Put pen to paper and write down every task that needs to get done in the daily and weekly course of your business. You’ll essentially be listing your job description but as it is rather than as you want it to be or as you had hoped it would be. If there’s anyone else already working in your business in some capacity, list their main tasks as well. Once it’s complete, you then comb through the list to see what items you can remove from your plate and put on someone else’s whether that’s because it’s a task you’re not good at, one you don’t enjoy, or one that you can hire and train someone else to do just as (or almost as) well as you. What’s left in your column should be the things that only you can do
3) Find an Organized Way To Manage and Display Tasks
In my second year with full-time help, I created a Google spreadsheet that both my team and I could access at any time. It was my responsibility to create and maintain it and my employees’ responsibility to keep it updated. Down the left side were individual tasks or projects as row headers, and along the top were column headings listing who the task was assigned to, tools and supplies needed, estimated time it would take, actual time it took, a column for my team to report any notes or problems, and a big ol’ box for them to check off when it was complete.
This worked out perfectly for my farm. I would fill it out at a minimum every Friday for the upcoming week and check in with it as needed. Since I didn’t live at the farm and my employees might be working on days I wasn’t there, it worked better for us than a clipboard or a chalkboard.
We used a similar system for harvest days. I took Mondays off, and at least one person from my team would be there to complete the wholesale harvest, which often wouldn’t be finalized until Sunday, when I heard back from the florists. Table 13.3 is an example of the harvest spreadsheet that worked well for us.
4) Find Your Bottlenecks and Work To Eliminate Them
On every farm, patterns start to emerge wherein tasks are delayed or employees stalled in their tracks because they’re waiting on something. This is usually due to a step in the process that you haven’t clearly defined for yourself or others or a step that you haven’t systematized and allotted sufficient time for. I have a few poignant examples on my farm.
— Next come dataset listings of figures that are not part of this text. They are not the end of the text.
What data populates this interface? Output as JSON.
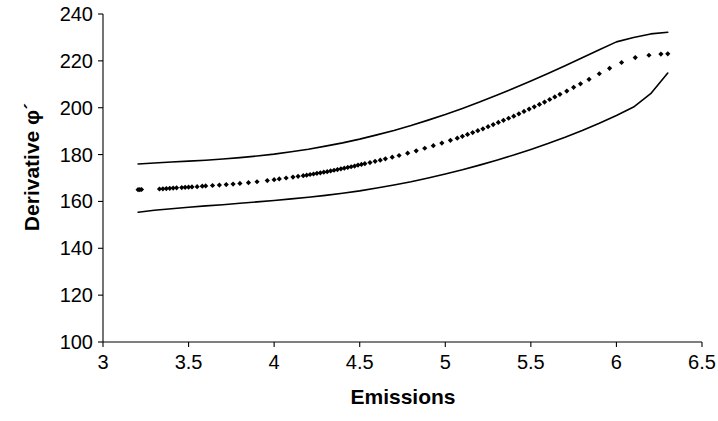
{
  "chart_data": {
    "type": "scatter",
    "title": "",
    "xlabel": "Emissions",
    "ylabel": "Derivative φ´",
    "xlim": [
      3,
      6.5
    ],
    "ylim": [
      100,
      240
    ],
    "grid": false,
    "legend": "none",
    "xticks": [
      "3",
      "3.5",
      "4",
      "4.5",
      "5",
      "5.5",
      "6",
      "6.5"
    ],
    "xtick_values": [
      3,
      3.5,
      4,
      4.5,
      5,
      5.5,
      6,
      6.5
    ],
    "yticks": [
      "100",
      "120",
      "140",
      "160",
      "180",
      "200",
      "220",
      "240"
    ],
    "ytick_values": [
      100,
      120,
      140,
      160,
      180,
      200,
      220,
      240
    ],
    "axis_color": "#000000",
    "marker_color": "#000000",
    "line_color": "#000000",
    "series": [
      {
        "name": "Upper confidence band",
        "type": "line",
        "x": [
          3.205,
          3.3,
          3.4,
          3.5,
          3.6,
          3.7,
          3.8,
          3.9,
          4.0,
          4.1,
          4.2,
          4.3,
          4.4,
          4.5,
          4.6,
          4.7,
          4.8,
          4.9,
          5.0,
          5.1,
          5.2,
          5.3,
          5.4,
          5.5,
          5.6,
          5.7,
          5.8,
          5.9,
          6.0,
          6.1,
          6.2,
          6.3
        ],
        "y": [
          176.0,
          176.4,
          176.8,
          177.2,
          177.6,
          178.1,
          178.7,
          179.4,
          180.2,
          181.2,
          182.3,
          183.6,
          185.0,
          186.6,
          188.4,
          190.3,
          192.4,
          194.7,
          197.1,
          199.7,
          202.4,
          205.3,
          208.3,
          211.4,
          214.6,
          217.9,
          221.3,
          224.7,
          228.1,
          230.0,
          231.5,
          232.2
        ]
      },
      {
        "name": "Fitted values (scatter)",
        "type": "scatter",
        "x": [
          3.205,
          3.215,
          3.225,
          3.33,
          3.35,
          3.37,
          3.39,
          3.41,
          3.43,
          3.46,
          3.48,
          3.5,
          3.52,
          3.55,
          3.58,
          3.6,
          3.64,
          3.68,
          3.72,
          3.76,
          3.8,
          3.85,
          3.9,
          3.96,
          4.0,
          4.03,
          4.07,
          4.11,
          4.14,
          4.17,
          4.19,
          4.21,
          4.23,
          4.25,
          4.27,
          4.29,
          4.31,
          4.33,
          4.35,
          4.37,
          4.39,
          4.41,
          4.43,
          4.45,
          4.47,
          4.49,
          4.51,
          4.53,
          4.56,
          4.59,
          4.62,
          4.65,
          4.69,
          4.73,
          4.78,
          4.83,
          4.88,
          4.93,
          4.98,
          5.03,
          5.07,
          5.1,
          5.13,
          5.16,
          5.19,
          5.22,
          5.25,
          5.28,
          5.31,
          5.34,
          5.37,
          5.4,
          5.43,
          5.46,
          5.49,
          5.52,
          5.55,
          5.58,
          5.61,
          5.64,
          5.67,
          5.71,
          5.75,
          5.79,
          5.84,
          5.9,
          5.96,
          6.03,
          6.11,
          6.19,
          6.26,
          6.3
        ],
        "y": [
          165.0,
          165.0,
          165.1,
          165.3,
          165.4,
          165.5,
          165.6,
          165.7,
          165.8,
          165.9,
          166.0,
          166.1,
          166.2,
          166.3,
          166.5,
          166.6,
          166.8,
          167.0,
          167.2,
          167.4,
          167.7,
          168.0,
          168.4,
          168.9,
          169.3,
          169.6,
          170.0,
          170.4,
          170.7,
          171.0,
          171.2,
          171.5,
          171.7,
          172.0,
          172.2,
          172.5,
          172.7,
          173.0,
          173.3,
          173.6,
          173.9,
          174.2,
          174.5,
          174.8,
          175.1,
          175.5,
          175.8,
          176.1,
          176.6,
          177.1,
          177.6,
          178.2,
          178.9,
          179.6,
          180.6,
          181.6,
          182.7,
          183.8,
          184.9,
          186.1,
          187.0,
          187.8,
          188.6,
          189.4,
          190.2,
          191.0,
          191.9,
          192.8,
          193.7,
          194.6,
          195.5,
          196.4,
          197.4,
          198.4,
          199.4,
          200.4,
          201.4,
          202.4,
          203.5,
          204.6,
          205.7,
          207.1,
          208.7,
          210.2,
          212.1,
          214.5,
          216.8,
          219.3,
          221.4,
          222.4,
          222.9,
          223.0
        ]
      },
      {
        "name": "Lower confidence band",
        "type": "line",
        "x": [
          3.205,
          3.3,
          3.4,
          3.5,
          3.6,
          3.7,
          3.8,
          3.9,
          4.0,
          4.1,
          4.2,
          4.3,
          4.4,
          4.5,
          4.6,
          4.7,
          4.8,
          4.9,
          5.0,
          5.1,
          5.2,
          5.3,
          5.4,
          5.5,
          5.6,
          5.7,
          5.8,
          5.9,
          6.0,
          6.1,
          6.2,
          6.3
        ],
        "y": [
          155.4,
          156.2,
          156.9,
          157.5,
          158.1,
          158.6,
          159.2,
          159.8,
          160.4,
          161.1,
          161.8,
          162.6,
          163.5,
          164.5,
          165.7,
          167.0,
          168.4,
          170.0,
          171.7,
          173.5,
          175.5,
          177.6,
          179.8,
          182.2,
          184.7,
          187.4,
          190.3,
          193.4,
          196.7,
          200.3,
          206.0,
          214.8
        ]
      }
    ]
  }
}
I can think of times when an employee has gone to plant some shrubs I’ve ordered, checking in with me to ask about the spacing or irrigation. I stall and tell them that I still don’t know because I need to read up on the crop, which is new to me. I then tell them to leave it until another time and go back to the to-do list. It then takes me another week to remember that I was supposed to find time to look this up.
If something happens more than once, it’s a pattern, and you need to fix it. Often for our small owner-operated farms, we fail to recognize that we’re creating huge bottlenecks as we struggle to create and adjust to our new systems. To solve my problem of never having bed space ready for plants, I started to plug all my big transplant pushes into a monthly calendar. If I knew that lisianthus plugs were arriving April 1, then I added the task of prepping 3 beds on the weekly list for March 23.
I hope these strategies can help you standardize operations on the farm, and that you can get away for a vacation sometime (very) soon.